Only a well-planned and consequent double strategy of power and diplomacy, combined with reconciliation, promises success.

 

Only on these two pillars can world peace rest permanently and securely. The souls of human beings, the suffering of the oppressed and their violated dignity, are forgotten in the unilateral and cold politics of power. This power cannot reach the core of peacemaking in the hearts of humans.

World peace can only be created if we use power to contain evil while simultaneously working to achieve the dissemination of worldwide tolerance through a new, fresh double strategy. Let us call this strategy World 3.0. We need the protective hawk as well as the dove with its message of peace. We all need an active vision and must embrace the Codes of Tolerance.

All of us – Muslims, Christians, and Jews – are brothers and sisters in the belief in one God. Whoever does not believe in God or any supernatural being is also a creature of God and therefore deserves equal respect.

The political concept of killing civilians for religious or political reasons is contrary to the teachings of all prophets. It is a perversion of faith, just like the Crusades and the witch burnings in the Middle Ages.

Today we need an active movement to be pushed forward by responsible world citizens.

We need more tolerance and respect. However, we will not be able to live happily with our neighbors until we defend our global basic values and curb evil with love of humanity instead of hatred.

We need to disseminate this message into the souls and hearts of our children and let them grow up as tolerant global citizens.

We need a global vision and a soul.

We need moral values that are accepted worldwide and we desperately need the Codes of Tolerance as well as best practices and their permanent dissemination.
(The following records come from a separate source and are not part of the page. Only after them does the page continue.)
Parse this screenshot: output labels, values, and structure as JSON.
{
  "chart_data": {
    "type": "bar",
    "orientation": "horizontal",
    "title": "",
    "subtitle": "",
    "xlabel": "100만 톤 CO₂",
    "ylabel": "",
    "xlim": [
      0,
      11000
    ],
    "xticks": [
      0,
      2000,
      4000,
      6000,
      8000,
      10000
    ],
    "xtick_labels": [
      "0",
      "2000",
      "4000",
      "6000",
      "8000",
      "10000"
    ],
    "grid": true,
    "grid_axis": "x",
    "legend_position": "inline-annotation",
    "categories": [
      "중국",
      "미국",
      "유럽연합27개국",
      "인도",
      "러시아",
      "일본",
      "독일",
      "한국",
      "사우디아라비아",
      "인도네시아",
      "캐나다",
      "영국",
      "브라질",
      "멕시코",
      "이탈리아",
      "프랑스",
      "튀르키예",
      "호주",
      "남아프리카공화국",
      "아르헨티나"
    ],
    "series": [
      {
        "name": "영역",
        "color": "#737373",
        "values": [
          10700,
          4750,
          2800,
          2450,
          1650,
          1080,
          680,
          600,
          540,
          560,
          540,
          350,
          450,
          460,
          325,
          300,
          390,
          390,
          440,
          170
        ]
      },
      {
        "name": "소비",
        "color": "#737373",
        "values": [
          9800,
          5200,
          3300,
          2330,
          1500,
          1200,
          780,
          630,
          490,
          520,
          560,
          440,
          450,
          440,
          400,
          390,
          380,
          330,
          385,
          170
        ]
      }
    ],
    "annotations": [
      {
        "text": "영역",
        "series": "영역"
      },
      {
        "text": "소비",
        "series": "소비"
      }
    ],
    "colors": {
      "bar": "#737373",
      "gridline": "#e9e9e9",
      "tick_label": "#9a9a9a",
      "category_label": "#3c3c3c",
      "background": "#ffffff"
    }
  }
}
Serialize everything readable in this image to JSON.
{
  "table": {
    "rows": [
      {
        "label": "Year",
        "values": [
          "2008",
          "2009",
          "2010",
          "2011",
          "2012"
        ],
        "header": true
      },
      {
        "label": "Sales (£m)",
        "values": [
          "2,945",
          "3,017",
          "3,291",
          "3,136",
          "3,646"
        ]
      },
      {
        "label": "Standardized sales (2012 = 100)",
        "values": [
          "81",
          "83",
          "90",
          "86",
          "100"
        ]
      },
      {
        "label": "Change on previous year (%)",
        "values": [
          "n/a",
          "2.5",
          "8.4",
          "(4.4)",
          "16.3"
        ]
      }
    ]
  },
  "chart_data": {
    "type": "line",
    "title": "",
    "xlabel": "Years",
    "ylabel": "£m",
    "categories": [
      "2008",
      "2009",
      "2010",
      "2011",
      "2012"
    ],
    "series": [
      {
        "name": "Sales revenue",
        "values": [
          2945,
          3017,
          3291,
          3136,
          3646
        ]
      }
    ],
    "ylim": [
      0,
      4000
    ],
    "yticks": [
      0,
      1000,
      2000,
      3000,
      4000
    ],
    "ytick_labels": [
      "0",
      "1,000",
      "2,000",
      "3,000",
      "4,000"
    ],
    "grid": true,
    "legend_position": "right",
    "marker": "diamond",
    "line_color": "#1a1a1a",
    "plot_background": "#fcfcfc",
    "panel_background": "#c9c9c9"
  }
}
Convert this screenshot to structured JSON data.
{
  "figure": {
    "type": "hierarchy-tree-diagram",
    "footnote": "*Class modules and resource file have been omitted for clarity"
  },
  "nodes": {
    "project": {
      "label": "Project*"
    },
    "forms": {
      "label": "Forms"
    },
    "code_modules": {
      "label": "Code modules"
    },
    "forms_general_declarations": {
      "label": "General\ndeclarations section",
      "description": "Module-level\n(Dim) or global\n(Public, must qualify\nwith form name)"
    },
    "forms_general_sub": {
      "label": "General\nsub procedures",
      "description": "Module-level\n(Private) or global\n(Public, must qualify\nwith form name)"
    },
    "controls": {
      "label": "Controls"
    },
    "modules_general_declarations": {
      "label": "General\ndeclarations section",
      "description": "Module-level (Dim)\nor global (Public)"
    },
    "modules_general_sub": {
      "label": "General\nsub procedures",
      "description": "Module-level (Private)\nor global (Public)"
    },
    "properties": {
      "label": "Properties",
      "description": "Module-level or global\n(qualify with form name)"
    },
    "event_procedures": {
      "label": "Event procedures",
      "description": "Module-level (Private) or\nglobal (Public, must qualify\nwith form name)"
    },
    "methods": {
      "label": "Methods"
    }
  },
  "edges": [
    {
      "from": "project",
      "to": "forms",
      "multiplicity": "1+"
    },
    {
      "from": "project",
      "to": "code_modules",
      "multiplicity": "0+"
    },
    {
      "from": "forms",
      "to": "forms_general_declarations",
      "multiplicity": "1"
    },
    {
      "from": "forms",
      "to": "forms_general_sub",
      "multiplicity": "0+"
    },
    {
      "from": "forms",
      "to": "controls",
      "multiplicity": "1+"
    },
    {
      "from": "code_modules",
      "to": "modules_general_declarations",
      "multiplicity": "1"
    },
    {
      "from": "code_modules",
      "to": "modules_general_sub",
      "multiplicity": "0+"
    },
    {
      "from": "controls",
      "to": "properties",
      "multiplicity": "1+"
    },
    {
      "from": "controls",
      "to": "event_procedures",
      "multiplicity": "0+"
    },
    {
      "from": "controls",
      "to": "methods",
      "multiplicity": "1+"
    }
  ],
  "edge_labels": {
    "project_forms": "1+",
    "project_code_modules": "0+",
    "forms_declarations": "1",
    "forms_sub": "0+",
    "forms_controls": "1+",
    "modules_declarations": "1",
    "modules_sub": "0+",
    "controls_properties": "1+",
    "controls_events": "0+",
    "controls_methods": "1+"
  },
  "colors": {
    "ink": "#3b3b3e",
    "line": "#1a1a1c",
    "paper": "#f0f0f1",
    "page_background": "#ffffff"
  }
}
All of us must engage actively for more tolerance.

We must exemplify and propagate the Codes of Tolerance. We must improve the world with our contributions, no matter how grand or small.

We have power, influence, and a great deal of creativity.

Let us use these gifts we were born with to spread goodness, kindness, and tolerance.

We must overcome our indolence and passivity because we owe this to our children and to ourselves.

I appeal to the responsible elite of the 193 countries of our earth to finally take personal responsibility for the victory of tolerance and respect.

Let us create a better world of harmony and respect for our children. As the elite, we not only have the choice but also the duty to become active and positively engage our communities.

If not us then who?

In the times of globalization, humanity must not be marginalized or it will perish.